Western Mines Group “wildcat” extends Mulga Tank complex

Updated: Apr 30


Western Mines Group high-grade nickel sulphide in drill core. Credit: File

A diamond drillhole described by Western Mines Group as something of a “wildcat” at its Mulga Tank project in Western Australia has helped expand evidence of significant massive nickel sulphide formation processes out to about 4.5km


The company says results from the hole (known as MTD027) opens up the complex’s eastern margin as an exploration target for massive nickel sulphides and shows the deposit extends to much greater depth than the western side. It says it has significantly expanded its understanding of its ultramafic-hosted, nickel-bearing sulphide system in its flagship Mulga Tank ultramafic complex.


The hole is the sixth in the company’s phase two program. It was drilled to 1662m downhole and was designed to test a coincident gravity and magnetic high, a minor moving loop electromagnetic survey (MLEM) anomaly and the presence of nickel sulphide mineralisation far out on the eastern side of the complex, in an area that has had no previous drilling.


Management says the hole successfully intersected more than 1500m of variably serpentinised and talc-carbonate-altered high magnesium meso-adcumulate dunite ultramafic rocks beneath 84m of sand cover, running from 84m to 1630.9m. It then encountered a basalt and silicified shale footwall to 1662.3m, with more than 950m of cumulative disseminated nickel sulphide mineralisation and many remobilised sulphide veinlets.


“MTD027 was something of a ‘wildcat’ hole out on the eastern margin, in an undrilled area of the Mulga Tank Complex. Very encouragingly nickel sulphide mineralisation was seen down the length of the hole. Given the visual observations we were committed to intersecting the basal contact in this area, and the hole went deeper than expected, ending up being the deepest drilled to date. The footprint of the sulphide mineral system has now been demonstrated across the entire ~4.5km wide body of the Complex from hole MTD022 in the west to this hole MTD027 in the east. The results of the drilling continue to refine our model of the Mulga Tank Ultramafic Complex.“ Western Mines Group managing director Caedmon Marriott

The phase two program includes two deep holes that have already been drilled with the aid of the company’s $220,000 Exploration Incentive Scheme (EIS) funding from the State Government. The second EIS drillhole was completed recently to a depth of 1548.3m – the deepest hole ever drilled at the Mulga Tank project.


Overall, Western Mines says its wildcat hole showed several similarities to the two EIS deep holes, with the textures of the host dunite possibly indicating a slightly higher position in the intrusive system. Similar intersections of disseminated sulphides to the EIS holes were observed, in addition to frequent examples of remobilised massive sulphide veinlets logged down the hole.

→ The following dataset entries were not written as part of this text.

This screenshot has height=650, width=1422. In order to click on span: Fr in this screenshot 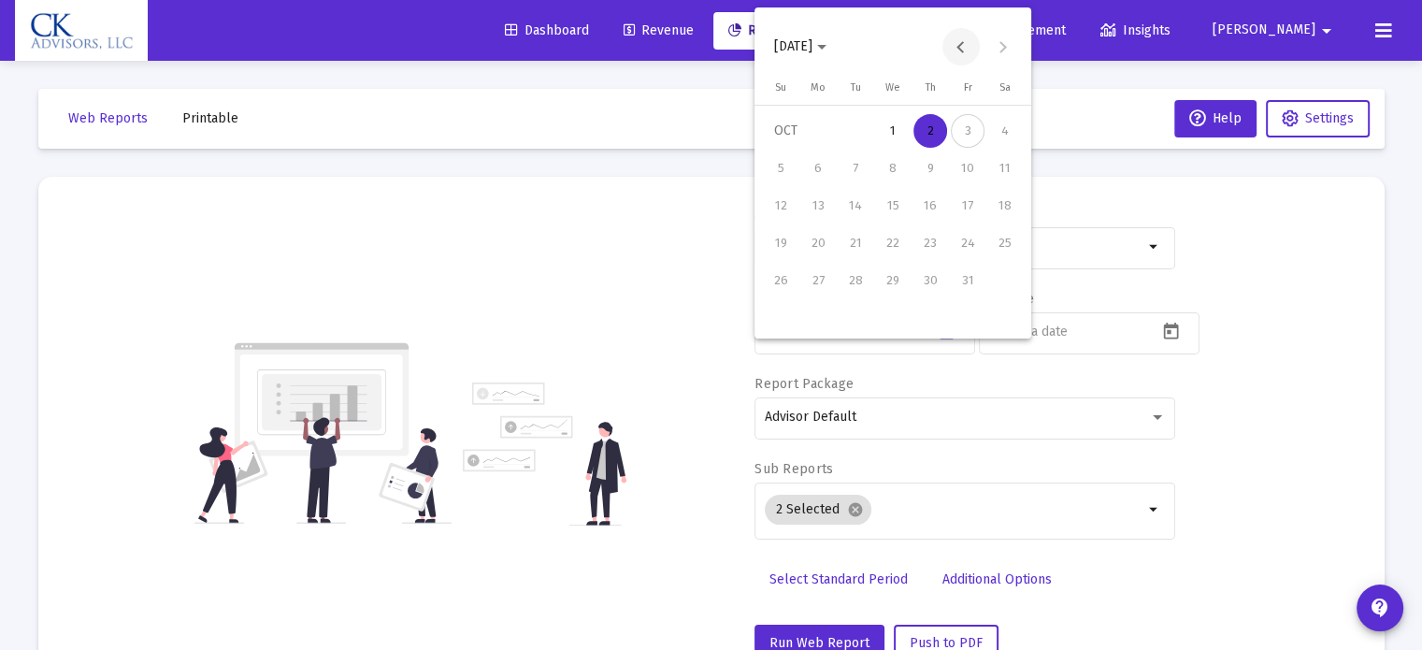, I will do `click(968, 87)`.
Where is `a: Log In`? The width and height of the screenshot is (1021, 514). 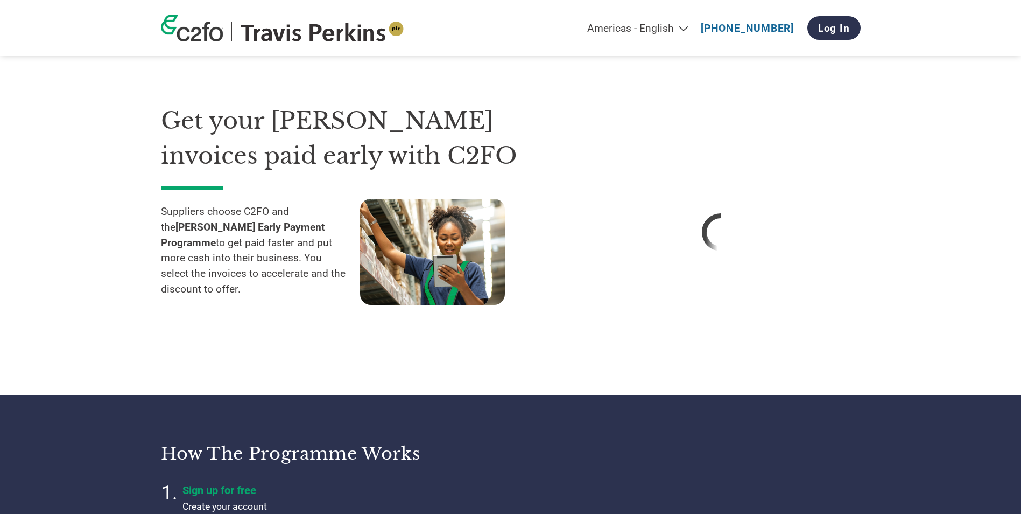
a: Log In is located at coordinates (834, 28).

Mulga Tank is a major ultramafic complex in the underexplored Minigwal greenstone belt in Western Australia’s Eastern Goldfields, where historical and company exploration results and visual observations offer significant evidence for an extensive working nickel sulphide mineral system – believed to be highly prospective for nickel-copper-platinum group elements (PGE) mineralisation.


The company’s initial geological model of the Mulga Tank ultramafic complex defined the main body as being a large lopolith, a saucer-shaped intrusion or sub-volcanic sill of largely dunite ultramafic rocks similar to the geological formations of the renowned Perseverance and Mt Keith ultramafic nickeliferous complexes. But Mulga Tank is thought to be less deformed and oriented in a nearly horizontal position.


As the eastern margin of the complex has not been previously drilled, it was expected from the company’s initial “saucer” model that the latest hole would intersect the footwall of the intrusion at a depth of between 750m and 800m, but it eventually intersected it at 1630.9m. Western Mines now believes one of its previous drillholes had ended in the dolerite sill and that the eastern margin of the “saucer” is more steeply-dipping than the western margin and extends to greater depth.


Accordingly, the company’s model appears to be more of a moderately deformed wedge shape, with a thin western edge tapering to thin outcrop, and a thick eastern edge.